It’s a rare day when I trek over to the East Side to see my friend at NYU Uptown. I always glance at the Empire State Building during the long trudge from the 6 Station to her 1st Avenue apartment. Last week the group of us that had gathered at her place debated the significance of the evening’s lighting colors. Red, yellow and black signaled the start of Oktoberfest to some and nothing to others, but a quick Google search confirmed that we were all wrong. The lights commemorated the 54th annual Steuben Day Parade which, while perhaps related to Oktoberfest, was still lost on us when we interpreted the color scheme from a mere glimpse.
The Empire State Building, as its website claims, is one of the most seen buildings in the world. To become a “lighting partner”—or, to have the ability to choose a night’s lighting color scheme—demands a detailed application and an approval from the private group that owns the building. Charitable and nonprofit groups are most often accepted. (Famously the Empire State Building displays red and green lights for Christmas and blue and white for Hanukkah, but religious requests are unilaterally denied.) Even the competition as to whose technology has the privilege to light the building is fierce.
Mark Kingwell, author of Nearest Thing to Heaven: The Empire State Building and American Dreams, described the Empire State Building as “the distinctive image of mythic New York,” an image that is “totally irresistible.” (Although it’s a bit old, this commemorative section in the New York Times elaborates on the Empire State Building’s inner workings, its social meaning and its importance to New York’s skyline.) It is difficult to resist the urge to advertise one’s cause on the top of a billboard that reaches millions of people nightly. While these lights are surely seen, the transmission of their intended message is often ambiguous, sometimes obtuse and even incomprehensible.
Some of the lighting arrangements are universally identifiable: red, white and blue for Independence Day, green for St. Patrick’s, orange and black for Halloween. Yet, often divergences from the classic white (which itself signals a lack of a lighting partner for the day) are more obscure and therefore puzzling. Could you guess what this lighting scheme represented?
It’s Hanukkah and Christmas put together, on December 24, 2008. What about this one?
This was in honor of the various countries competing in the 2006 Olympics, where each side represented a different nation. In celebration of a particular school’s commencement every year, we get this:
While Columbia students easily recognize this sign, the typical city resident may have no idea what it indicates. Luckily for the stumped and irked, the Empire State Building publishes the lighting schedule and its significance online. You can even create your own color combination with a unique meaning and send it to a friend using the e-card maker.
Colors serve as indicators for many unspoken concepts in New York City. The colors of the subway lines signify which express and local lines travel on the same paths, or even the character of the station (the powder blue tiles at 116th Street come to mind). Colored traffic lights direct trains, vehicles and pedestrians (although they are not strictly obeyed). Wear red at a New York Yankees game and prepare to face ridicule, even if you do not intend to associate with the Red Sox. The coppery green patina of the Statue of Liberty not only secures its status as another recognizable symbol of the New York skyline but also its old age.
The Empire State Building and its lights are paradoxical: they are ubiquitous and recognizable, yet their nightly color-coded message can be confusing and even unintelligible. One person may see one meaning while others see another. Unlike the letters of language or the colors of a traffic light, there is no predetermined paradigm for what the Empire State Building’s color arrangement represents. Whether or not we understand its significance is independent of our identification of the colors in and of themselves. The sign may be visible to all, but the code is not always easy to crack.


§ **WORK TASK**:
Within the records that follow, determine how many lines include the word "leader". State the number and nothing further.

§ **STORED DATA**:
-=-=-=-=-

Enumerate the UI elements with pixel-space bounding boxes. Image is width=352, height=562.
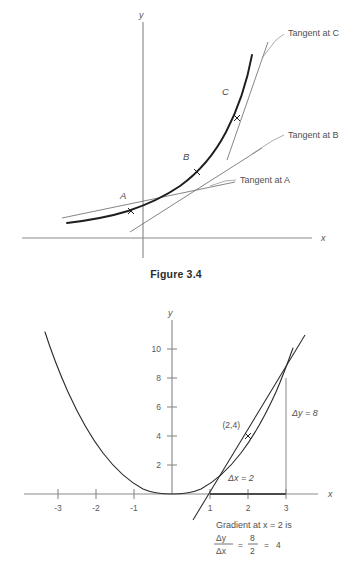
x-tick-label-1: 1 bbox=[208, 503, 213, 513]
delta-x-label: Δx = 2 bbox=[227, 473, 254, 483]
bottom-chart: x y -3 -2 -1 1 2 3 bbox=[0, 296, 352, 562]
point-label-2-4: (2,4) bbox=[223, 420, 241, 430]
formula-num-right: 8 bbox=[250, 533, 255, 543]
figure-caption: Figure 3.4 bbox=[0, 268, 352, 280]
bottom-y-axis-label: y bbox=[167, 308, 173, 318]
gradient-note: Gradient at x = 2 is bbox=[216, 520, 292, 530]
formula-den-right: 2 bbox=[250, 546, 255, 556]
tangent-line-b bbox=[130, 148, 262, 232]
point-marker-b bbox=[194, 169, 200, 175]
tangent-c-leader bbox=[262, 34, 284, 58]
x-tick-label--1: -1 bbox=[130, 503, 138, 513]
parabola-curve bbox=[45, 332, 293, 494]
top-x-axis-label: x bbox=[320, 233, 326, 243]
tangent-b-annotation: Tangent at B bbox=[288, 130, 339, 140]
x-tick-label--3: -3 bbox=[54, 503, 62, 513]
formula-result: 4 bbox=[276, 540, 281, 550]
formula-num-left: Δy bbox=[216, 533, 227, 543]
top-exponential-curve bbox=[67, 55, 252, 223]
point-label-c: C bbox=[222, 86, 229, 97]
y-tick-label-2: 2 bbox=[156, 460, 161, 470]
top-y-axis-label: y bbox=[138, 10, 144, 20]
formula-den-left: Δx bbox=[216, 546, 227, 556]
tangent-a-annotation: Tangent at A bbox=[240, 175, 290, 185]
point-marker-2-4 bbox=[245, 433, 251, 439]
bottom-x-axis-label: x bbox=[327, 489, 333, 499]
delta-y-label: Δy = 8 bbox=[291, 408, 318, 418]
top-chart-svg: x y Tangent at A Tangent at B Tangent at… bbox=[0, 0, 352, 262]
point-label-b: B bbox=[183, 151, 190, 162]
point-marker-c bbox=[234, 115, 240, 121]
x-tick-label--2: -2 bbox=[92, 503, 100, 513]
tangent-b-leader bbox=[252, 135, 284, 154]
formula-equals-1: = bbox=[238, 540, 243, 550]
top-chart: x y Tangent at A Tangent at B Tangent at… bbox=[0, 0, 352, 262]
y-tick-label-6: 6 bbox=[156, 402, 161, 412]
y-tick-label-8: 8 bbox=[156, 373, 161, 383]
y-tick-label-10: 10 bbox=[152, 344, 162, 354]
y-tick-label-4: 4 bbox=[156, 431, 161, 441]
formula-equals-2: = bbox=[264, 540, 269, 550]
tangent-line-at-2 bbox=[193, 335, 305, 520]
tangent-line-c bbox=[227, 42, 268, 160]
point-label-a: A bbox=[119, 190, 126, 201]
gradient-formula: Δy Δx = 8 2 = 4 bbox=[214, 533, 281, 556]
tangent-line-a bbox=[62, 182, 235, 218]
x-tick-label-3: 3 bbox=[284, 503, 289, 513]
x-tick-label-2: 2 bbox=[246, 503, 251, 513]
figure-page: x y Tangent at A Tangent at B Tangent at… bbox=[0, 0, 352, 562]
bottom-chart-svg: x y -3 -2 -1 1 2 3 bbox=[0, 296, 352, 562]
tangent-c-annotation: Tangent at C bbox=[288, 28, 340, 38]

-=-=-=-=-

§ **EXERCISE OUTPUT**:
2